Getting down to the basics – in a little life-cycle, cradle-to-grave, global analysis – analyzing the renewability and sustainability of wind energy (and its fossil fuel backup power plants) requires looking into the fuels and raw materials needed to manufacture, install and maintain both systems.
A single HillTopper-sized wind turbine contains about 800 pounds of neodymium, 130 pounds of dysprosium and various other rare earth metals. If you want to use rechargeable batteries, instead of coal or gas backup units, you need lanthanum, specialized rare earth alloys, lithium, nickel, cadmium and assorted other metals – in massive quantities.
Those metals come primarily from China, the Democratic Republic of Congo and other places where child labor is common, adults earn a few dollars a day, and health, safety and environmental standards are all but nonexistent. They’re the renewable energy equivalent to“blood diamonds” and slave labor.
* Will Starbucks Illinois stores actually get electricity from HillTopper? Will transmission lines (more steel, concrete, copper and petroleum!) run directly from the Enel wind turbines to each Starbucks store?
* Or will stores just get fancy certificates, attesting that equivalent amounts of electricity were transmitted from HillTopper to some customers somewhere in the state?
* What is powering the shops when the wind isn’t blowing? If the HillTopper electricity is used to brew 100,000,000 cups of coffee a year, is anything left for lights, heat, AC, the Chicago Roastery and so on?
* How is it possibly “renewable” energy, if the turbines, transmission lines, backup batteries and backup fossil fuel power plants all require numerous non-renewable raw materials and fuels?
* How do you ethically or morally justify getting your electricity from slave and child laborers, who risk their health and lives in filthy, toxic pits, under few or no health or safety standards?
* Will you personally lead protests for better, safer, more environmental practices in those countries? Will you risk going to jail in one of those countries, for demanding better wages and working conditions?
* Will Starbucks require that Enel Green Power allow independent biologists on its HillTopper sites, to determine precisely and honestly how many birds and bats are killed by turbine blades every year – and prevent company or hired personnel from burying carcasses or letting scavengers haul them off?
* How is it ethical for highly profitable companies like Starbucks, Enel and Constellation to profit from a wind energy system that exists only because of government mandates and taxpayer and ratepayer subsidies – and to get glowing press coverage for doing so?

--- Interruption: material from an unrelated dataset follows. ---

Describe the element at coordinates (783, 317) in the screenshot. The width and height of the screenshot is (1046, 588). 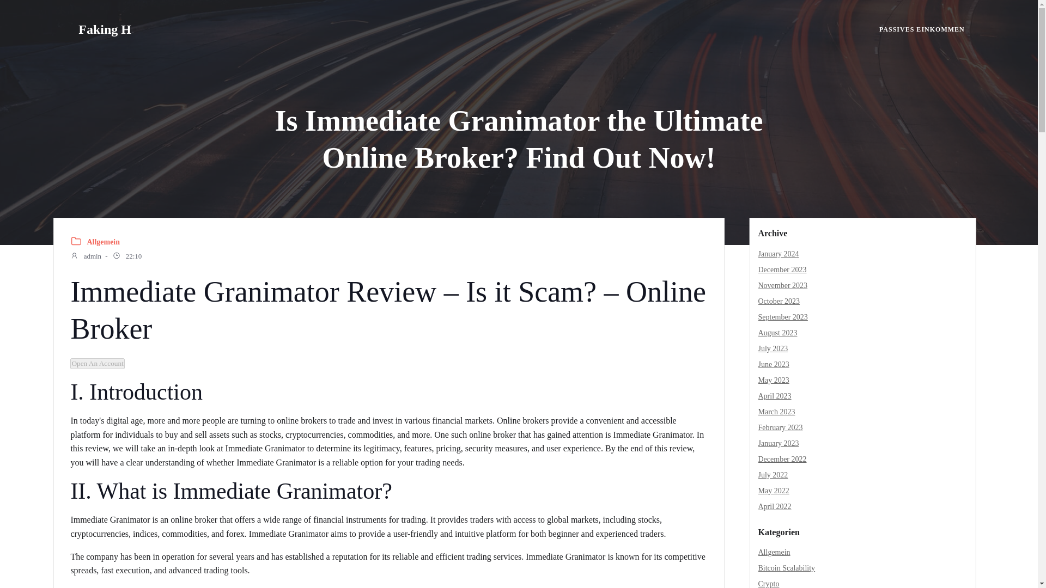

* Even with subsidies, wind-based electricity (with battery or fossil fuel backup systems) is more expensive than conventional power. Will the higher electricity be passed along to Starbucks customers – or will Illinois ratepayers in general be saddled with higher prices?
* What climate benefits will come from this? Asian and African countries have more than 1,500 new coal-fired power plants under construction or in planning. Assuming for the moment that carbon dioxide actually is the primary force in climate change – how many thousandths of a degree less global warming will this Starbuck action result in?
* Will Starbucks Illinois certify that its coffee will not cause cancer – contrary to the California finding that coffee is a probable carcinogen, and a judge’s ruling that Starbucks must post warnings on its cups?It’s hard not to view this 100% renewable electricity campaign as nothing more than a clever public relations and green-washing stunt, presented to friendly, gullible media, to give these companies accolades they don’t deserve. I’d like to be proven wrong, but doubt that I will be.
Paul Driessen is senior policy analyst for the Committee For A Constructive Tomorrow and author of books, studies and articles on energy, climate change, the environment and human rights.